You know where this is going. I know where this is going. We all know where it's going but it's still hard to look away. And it keeps digging deeper. Helping our own compulsion are performances both nuanced and intense. Michael Fassbender, his beauty both earthy and sophisticated, shows a man whose chief skill in life seems to be the masking of intense emotional pain. Carey Mulligan as his sister, Sissy, is at a constant teeter between disassembly and mania. They are both constantly needy and greedy having both come from an emotional isolation tank of a family, the privileged equivalent of Harry Harlow's laboratory.
But as cold as the character's might get (and they do, rugged up against their personal winters as much as the one sinking the mercury around them) these performances allow us in and we follow with a fascinated gaze.
Brandon administers the self-anihillating dosage common to all addicts. His might well be the endorphin rush of orgasm rather than an injection or the next shot of booze but it looks like addiction. When he masturbates there is no joy in the thievery of the moment nor even some solemn appeasement of an erotic idol. It's like watching an alcoholic lick the whisky spill on the tabletop, machine-like, action+action=result.
This is the Manhattan Alpha planet where Patrick Bateman once roamed, tearing into the soft and perfect skin around him. But then the towers came down and the dollar went psycho and the light of even the most refined of the one percent has a grime and borrowed feel to it. The brilliant icy sheen of the New York buildings that fill the windows of the lofty offices and apartments is like wallpaper in this tale of hopeless detachment. This feature comes into play later when he must process a life-changing shock and those towers dwarf him like adult strangers around a lost child.
Shame is an intensely cinematic film whose power is only thinly covered by its steady restraint the same way as David Cronenberg's Crash or Neil La Bute's In the Company of Men. It's only February but I think I've seen one of my top five of 2012.
I realised too late that I hit Publish before I included the explanation of the subtitle.

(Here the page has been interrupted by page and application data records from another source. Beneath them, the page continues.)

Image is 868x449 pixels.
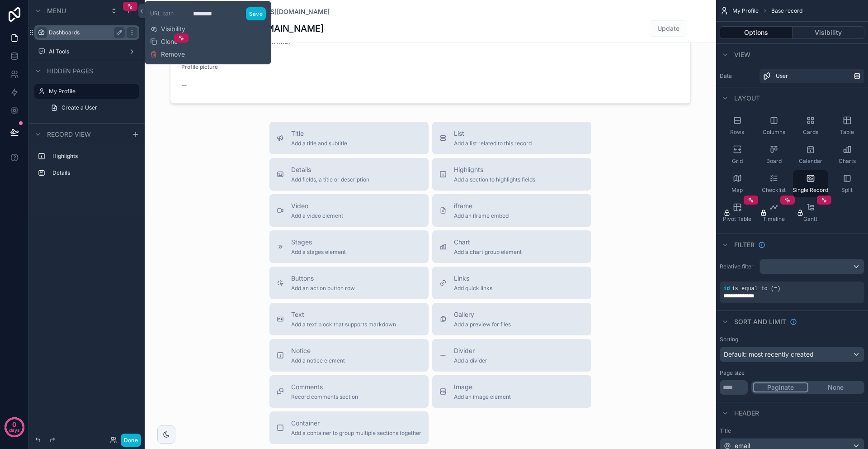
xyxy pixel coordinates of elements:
[150,50,185,59] button: Remove
[841,186,852,194] span: Split
[719,112,754,140] button: Rows
[719,170,754,197] button: Map
[803,215,817,222] span: Gantt
[719,336,738,343] label: Sorting
[47,130,91,139] span: Record view
[734,94,760,103] span: Layout
[793,141,827,168] button: Calendar
[734,240,754,249] span: Filter
[761,186,785,194] span: Checklist
[12,420,17,429] p: 0
[798,158,822,164] span: Calendar
[808,382,863,392] button: None
[734,317,786,326] span: Sort And Limit
[121,433,141,447] button: Done
[719,369,744,376] label: Page size
[793,170,827,197] button: Single Record
[719,199,754,226] button: Pivot Table
[150,37,185,46] button: Clone
[759,69,864,83] a: User
[150,10,186,17] label: URL path
[793,199,827,226] button: Gantt
[829,141,864,168] button: Charts
[803,128,818,136] span: Cards
[719,26,792,39] button: Options
[723,285,729,292] span: id
[734,408,758,417] span: Header
[161,37,178,46] span: Clone
[722,215,751,222] span: Pivot Table
[792,26,864,39] button: Visibility
[719,427,864,434] label: Title
[161,25,185,34] span: Visibility
[9,423,20,436] p: days
[49,29,121,36] label: Dashboards
[756,112,791,140] button: Columns
[719,263,755,270] label: Relative filter
[793,112,827,140] button: Cards
[829,170,864,197] button: Split
[756,170,791,197] button: Checklist
[47,6,66,15] span: Menu
[719,72,755,80] label: Data
[829,112,864,140] button: Table
[731,186,743,194] span: Map
[53,169,136,176] label: Details
[762,128,785,136] span: Columns
[838,158,855,164] span: Charts
[45,101,140,115] a: Create a User
[730,128,744,136] span: Rows
[29,145,145,189] div: scrollable content
[731,158,743,164] span: Grid
[766,158,782,164] span: Board
[246,8,266,20] button: Save
[734,50,750,59] span: View
[762,215,785,222] span: Timeline
[756,141,791,168] button: Board
[49,48,125,55] label: AI Tools
[53,152,136,160] label: Highlights
[49,88,134,95] label: My Profile
[776,72,788,80] span: User
[756,199,791,226] button: Timeline
[221,8,329,17] a: [EMAIL_ADDRESS][DOMAIN_NAME]
[150,25,185,34] button: Visibility
[771,8,802,14] span: Base record
[731,285,780,292] span: is equal to (=)
[723,350,813,358] span: Default: most recently created
[732,8,758,14] span: My Profile
[47,67,93,76] span: Hidden pages
[62,104,98,111] span: Create a User
[839,128,854,136] span: Table
[752,382,808,392] button: Paginate
[161,50,185,59] span: Remove
[719,346,864,362] button: Default: most recently created
[792,186,828,194] span: Single Record
[719,141,754,168] button: Grid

ReplyDeleteOblomov is the protagonist of the novel of that title. He is a young Russian aristocrat typically absent from his estate and his officer's post in St Petersberg. He takes 120 pages of the copy I had to get out of bed in the morning. Among the things littering his apartment are a number of books left dogeared and unfinished. I began my thirtieth year reading this and left it until idly picking it up at the end of the year when the story of it shocked me out of a very similar lifestyle.